Why Peloton had a Gap-up on Acquisition News

Background

Peloton is the largest interactive fitness platform in the world. It combines exercise equipment with an interactive digital experience featuring energetic trainers to motivate customers to stay fit.

Peloton is one of the pandemic businesses that took off during lock-downs, causing people to cancel their in-person fitness subscriptions and find solutions to work out at home. That has caused a backlog of equipment orders that grew from 360m in June 2020 to 520m in September 2020.

Peloton's business model is built on not only the sale of high quality exercise equipment, but also the continuation of subscription payments from customers. Growth of the subscription base largely depends on the delivery of exercise equipment to customers.

So when Peloton released Q1 earnings in November, investors became nervous with the increasing backlog of equipment orders. News on the street said customers are complaining and starting to abandon orders that are taking over 10 weeks to arrive in some cases. If customers cancel orders, they also do not turn into subscribers.

On December 21, Peloton announced it would acquire fitness equipment manufacturer Pecor. Typically a company announcing an acquisition will drop in stock price. But Peloton gapped up on December 22, gaining 11.65% for the day.

Pecor brings two huge benefits for Peloton that investors love. One is increased manufacturing capacity to improve delivery times on equipment orders. The other is to plug Pecor's existing customer base into Peloton's world-class fitness content, accelerating subscription growth.

Fundamentals

  • Sales YoY growth of 66%, 172% and 232% last three quarters
  • EPS of -0.20, 0.27 and 0.20 last three quarters
  • Tripled # of funds since previous year
  • Subscription growth is 137% YoY previous quarter
  • Monthly Subscription Churn is 0.65%


Technical

  • 829% price increase since March lows (427% YTD)
  • 71.24% from gap-down low on 11/9
  • 26% to 50d MA


PTON is a little too extended to buy. Best to wait for a pull-back or high, tight flag and look for a proper entry.
Beyond Technical AnalysisSupport and Resistance

Website: drewby.com

Twitter: twitter.com/drewrobbins

All ideas are for information purposes only. I may or may not invest in the stocks discussed. Before investing in any stock, do your research and trade using your rules.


## What you have to do:
List, from the lines below, each one with "brace" in it.

## Records:
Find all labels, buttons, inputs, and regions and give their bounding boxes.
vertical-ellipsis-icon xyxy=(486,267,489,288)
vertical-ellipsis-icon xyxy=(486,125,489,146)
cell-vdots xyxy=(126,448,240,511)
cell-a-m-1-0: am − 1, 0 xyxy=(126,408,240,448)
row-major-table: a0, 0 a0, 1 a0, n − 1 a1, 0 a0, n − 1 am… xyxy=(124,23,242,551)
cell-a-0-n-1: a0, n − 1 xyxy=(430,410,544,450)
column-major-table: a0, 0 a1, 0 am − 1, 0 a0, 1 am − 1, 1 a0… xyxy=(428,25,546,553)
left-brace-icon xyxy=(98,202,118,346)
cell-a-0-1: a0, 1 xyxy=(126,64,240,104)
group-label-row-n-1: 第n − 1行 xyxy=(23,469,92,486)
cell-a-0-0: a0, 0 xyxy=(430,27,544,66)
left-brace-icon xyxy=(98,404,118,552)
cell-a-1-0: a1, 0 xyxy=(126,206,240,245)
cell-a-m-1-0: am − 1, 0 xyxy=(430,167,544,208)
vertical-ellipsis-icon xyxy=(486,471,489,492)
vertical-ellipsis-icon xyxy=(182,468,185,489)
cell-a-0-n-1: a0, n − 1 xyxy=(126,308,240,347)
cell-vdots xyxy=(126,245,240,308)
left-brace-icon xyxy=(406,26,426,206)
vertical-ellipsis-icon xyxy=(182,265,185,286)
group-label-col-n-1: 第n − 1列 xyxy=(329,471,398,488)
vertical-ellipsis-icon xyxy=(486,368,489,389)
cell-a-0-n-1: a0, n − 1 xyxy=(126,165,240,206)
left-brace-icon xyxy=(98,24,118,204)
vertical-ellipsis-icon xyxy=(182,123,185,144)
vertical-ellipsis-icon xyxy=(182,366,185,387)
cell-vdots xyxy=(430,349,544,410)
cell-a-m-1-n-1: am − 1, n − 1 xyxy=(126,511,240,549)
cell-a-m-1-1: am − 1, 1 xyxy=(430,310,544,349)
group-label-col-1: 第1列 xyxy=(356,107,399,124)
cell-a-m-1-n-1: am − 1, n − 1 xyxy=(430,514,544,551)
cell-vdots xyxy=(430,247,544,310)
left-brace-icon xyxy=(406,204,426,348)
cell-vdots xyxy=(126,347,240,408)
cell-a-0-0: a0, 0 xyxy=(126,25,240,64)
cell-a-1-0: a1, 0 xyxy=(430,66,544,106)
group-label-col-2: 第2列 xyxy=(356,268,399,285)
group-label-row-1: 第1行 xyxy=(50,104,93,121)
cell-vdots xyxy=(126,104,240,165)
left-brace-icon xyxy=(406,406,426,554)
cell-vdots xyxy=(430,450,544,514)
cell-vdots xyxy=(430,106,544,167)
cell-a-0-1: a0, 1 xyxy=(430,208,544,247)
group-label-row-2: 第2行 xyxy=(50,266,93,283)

## Answer:
left-brace-icon xyxy=(98,202,118,346)
left-brace-icon xyxy=(98,404,118,552)
left-brace-icon xyxy=(406,26,426,206)
left-brace-icon xyxy=(98,24,118,204)
left-brace-icon xyxy=(406,204,426,348)
left-brace-icon xyxy=(406,406,426,554)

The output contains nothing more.